Life Cycle and Behavior
The crabs feed on mollusks, annelid worms, other benthic invertebrates, and bits of fish. Lacking jaws, it grinds up the food with bristles on its legs and a gizzard that contains sand and gravel.
They spend the winters on the continental shelf and emerge at the shoreline in late spring to spawn, with the males arriving first. The smaller male grabs on to the back of a female with a "boxing glove" like structure on his front claws, often holding on for months at a time. Often several males will hold on to a single female. Females reach the beach at high tide. After the female has laid a batch of eggs in a nest at a depth of 15–20 cm in the sand, the male or males fertilize them with their sperm. Egg quantity is dependent on the female's body size and ranges from 15,000-64,000 eggs per female.
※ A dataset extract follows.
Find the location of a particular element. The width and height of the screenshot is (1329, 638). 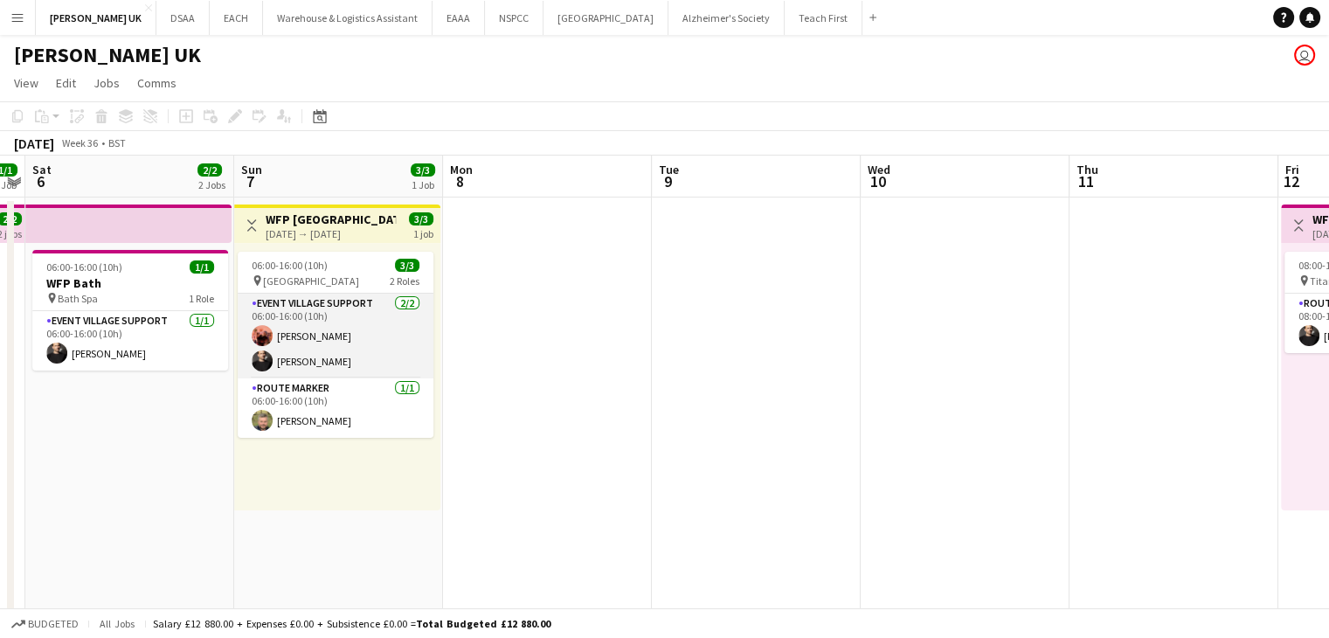

span: View is located at coordinates (26, 83).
"Development begins when the first egg cover splits and new membrane, secreted by the embryo, forms a transparent spherical capsule" (Sturtevant). The larvae form and then swim for about five to seven days. After swimming they settle, and begin the first molt. This occurs approximately twenty days after the formation of the egg capsule. As young horseshoe crabs grow, they move to deeper waters, where molting continues. Before becoming sexually mature around age 9, they have to shed their shells some 17 times. Longevity is difficult to assess, but the average lifespan is thought to be 20–40 years.